<I>A Touch of Danger</I>


A Touch of Danger


Text by Michael Mullen, Professor of English, Vincennes (IN) University

The second book Jones set Whistle aside for was a mystery novel, A Touch of Danger. Throughout most of his career Jones periodically turned to screenwriting as an easy way to earn money, and Touch of Danger started as an idea Jones had for a screenplay. "Then I realized if I did the screenplay first I would have difficulty getting the novel published except as a paperback," Jones said. So he quit work on the screenplay and wrote the novel. He worked very fast, completing the novel in just six months. The manuscript was submitted to Delacorte but they turned it down, preferring to publish only Jones's more serious fiction and nonfiction, and the book was picked up by Doubleday.

Delacorte may have rejected the novel because they did not consider it a serious work, but there is ample evidence that Jones did not consider the book merely entertainment, a way to pick up some asy money. In a letter to his editor he expressed concern about a suggested cut because he felt the passage in question was linked to one of the book's major themes. He was also concerned about the writing itself, complaining to his editor about changes a copy editor had made: "These things irritate the hell out of me, but I take a lot of pains with my work, my spellings, my punctuation. What I do is always done for a reason. But I could write another whole book trying to explain it to idiosyncratic copy editors." Jones not only rewrote the dust jacket copy but also made suggestions to his editor concerning the design of the dust jacket. If this was a book written just to generate some cash, Jones did not act like it.

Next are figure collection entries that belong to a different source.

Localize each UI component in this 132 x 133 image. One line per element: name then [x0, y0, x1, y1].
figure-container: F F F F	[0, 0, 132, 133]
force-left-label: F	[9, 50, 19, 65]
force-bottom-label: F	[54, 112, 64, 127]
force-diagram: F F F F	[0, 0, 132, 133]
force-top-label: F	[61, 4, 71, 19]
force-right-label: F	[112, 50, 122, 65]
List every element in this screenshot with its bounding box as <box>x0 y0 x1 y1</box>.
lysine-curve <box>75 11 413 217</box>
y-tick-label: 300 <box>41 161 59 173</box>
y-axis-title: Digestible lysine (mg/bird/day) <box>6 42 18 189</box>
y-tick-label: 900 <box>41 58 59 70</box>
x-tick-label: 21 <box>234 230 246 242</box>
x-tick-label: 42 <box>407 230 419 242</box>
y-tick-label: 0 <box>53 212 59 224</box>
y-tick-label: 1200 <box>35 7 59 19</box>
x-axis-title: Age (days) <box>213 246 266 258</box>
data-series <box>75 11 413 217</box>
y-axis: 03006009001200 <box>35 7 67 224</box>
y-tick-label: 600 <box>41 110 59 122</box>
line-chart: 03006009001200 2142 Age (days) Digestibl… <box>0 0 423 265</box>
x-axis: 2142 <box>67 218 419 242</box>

While Touch of Danger seems to be a departure from Jones's previous work, there are actually many correspondences between this and Jones's other novels. Steve R. Carter, in the conclusion of his study of Jones, stated: "The typical Jones plot hinges on the alteration in the main character (or characters) from morally blind selfishness to clearsighted compassion." Lobo Davies, the main character, undergoes such a development. And Jeffrey Helterman, in his Dictionary of Literary Biography article on Jones, pointed out a link between this book and Merry Month, saying Touch of Danger was "notable because it extends the cynical view of youthful revolutionaries in The Merry Month of May into a full-scale put-down of the hippies who inhabit the island [where the action of the novel takes place]."

Jones freely admitted his debt to Chandler and Hammett. What surprised him was how much of himself he put into the novel, one especially personal element being the experience of turning fifty.

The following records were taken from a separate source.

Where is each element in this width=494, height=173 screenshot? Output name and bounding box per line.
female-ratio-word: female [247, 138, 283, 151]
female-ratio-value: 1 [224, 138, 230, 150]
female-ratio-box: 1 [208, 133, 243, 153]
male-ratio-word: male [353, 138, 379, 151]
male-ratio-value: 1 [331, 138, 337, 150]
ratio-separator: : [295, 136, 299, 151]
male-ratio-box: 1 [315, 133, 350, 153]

Most reviews did little more than treat the novel superficially (which in all fairness is the way most mystery novels are treated). Anatole Broyard opened his New York Times review: "James Jones gives you a lot of groceries for your money. Not from the gourmet shop--just plain, hearty, belly-filling fare." He closed his review by saying that if you were going on a month's vacation, "you could do worse than take this book along," which of course also suggests you could do better, which was the way many reviewers felt. Touch of Danger was widely viewed as a competent, but not remarkable, detective novel.

In 1972, when the novel was published, a Publisher's Weekly interviewer noted that Touch of Danger marked the first appearance of Lobo Davies, and said, "If all goes as planned now, Lobo and Jones will be back in such settings as Deauville, London, and Nice, and Doubleday will remain their publisher." The dust jacket copy also mentioned that Jones had "created a new personage in detective fiction" and that this character "will be heard from again." Gloria Jones later said that although the idea may have occurred to her husband to write a series of novels with Davies as the central character, she knew of no specific plans for novels featuring the detective, and said Jones apparently made no notes for projected Davies novels.